An image from Edgar Allan Poe’s “The Raven” illustrated by Gustave Doré (all public domain images via the Library of Congress)

Next month the Musée d’Orsay in Paris is opening Gustave Doré (1832-1883): The Power of the Imagination, and it’s likely there will be a renewed focus on the dark romanticism of the 19th-century French artist. However, Gustave Doré’s illustrations have hardly disappeared, remaining popular interpretations of classics ranging from Milton’s Paradise Lost to Little Red Riding HoodBut some of his most haunting work was with Edgar Allan Poe.

The cover of Dore's illustrated editor of Edgar Allan Poe's "The Raven"

The cover of Doré’s illustrated editor of Edgar Allan Poe’s “The Raven”

Completed in 1883, the 26 plates Doré illustrated for Poe’s poem “The Raven” were actually not published until after his death on January 23 of that year. Doré had been illustrating since he was 15-years-old, and while he also worked with painting and watercolors, he was most prolific with books. At one point, according to the Oxford Dictionary of Art and Artists, he was so productive that he was employing 40 wood engravers at once to translate his images into printable works. From his otherworldly landscapes for the world of King Arthur in the Idylls of the King, to the unsettling vistas of hell for Dante’s Inferno, to vivid visions for the Bible, each illustration had a sharp detail to it that was ecstatic and fantastic while rooted very much in the real.

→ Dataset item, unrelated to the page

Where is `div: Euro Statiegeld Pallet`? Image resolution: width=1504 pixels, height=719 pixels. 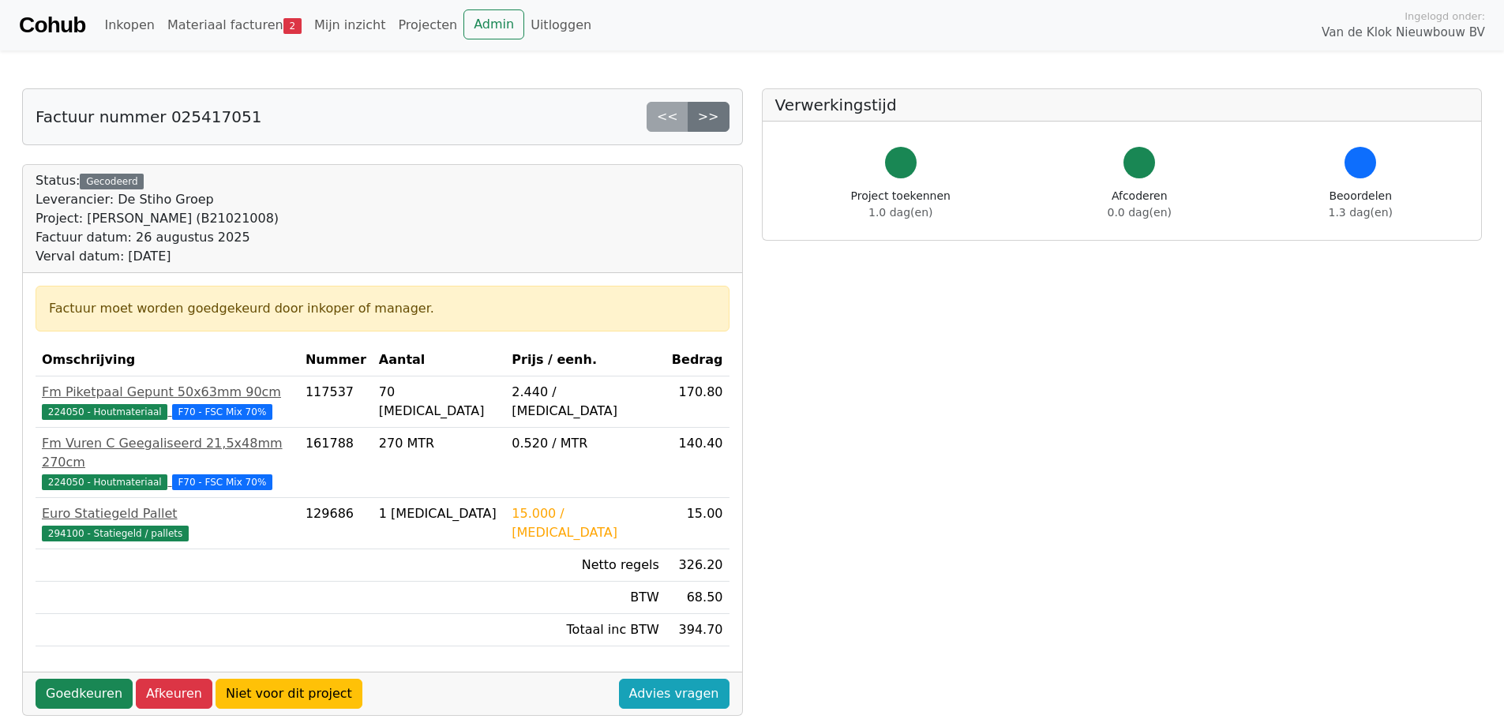
div: Euro Statiegeld Pallet is located at coordinates (167, 514).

Yet his work for Poe is a little different. There’s still that density of imagery and the roaming shadows, but it’s more somber than other works. According to Fantasy and Faith: The Art of Gustave Doré by Eric Zafran, Edmund C. Stedman wrote in the introduction to the edition that “Doré proffers a series of variations upon the theme as he conceived it: ‘the enigma of death and the hallucinations of an inconsolable soul … ’ Plainly there was something in common between the working moods of Poe and Doré. Both resorted often to the elf-land of fantasy and romance.”

Below are some of the illustrations from “The Raven” from the 1884 edition published by Harper & Brothers, where skeletons lurk around poor Lenore and the shadow of the raven grows until it consumes the tortured narrator. You can view the whole book at the Library of Congress which has digitized the work, as brought to our attention by Boing Boing.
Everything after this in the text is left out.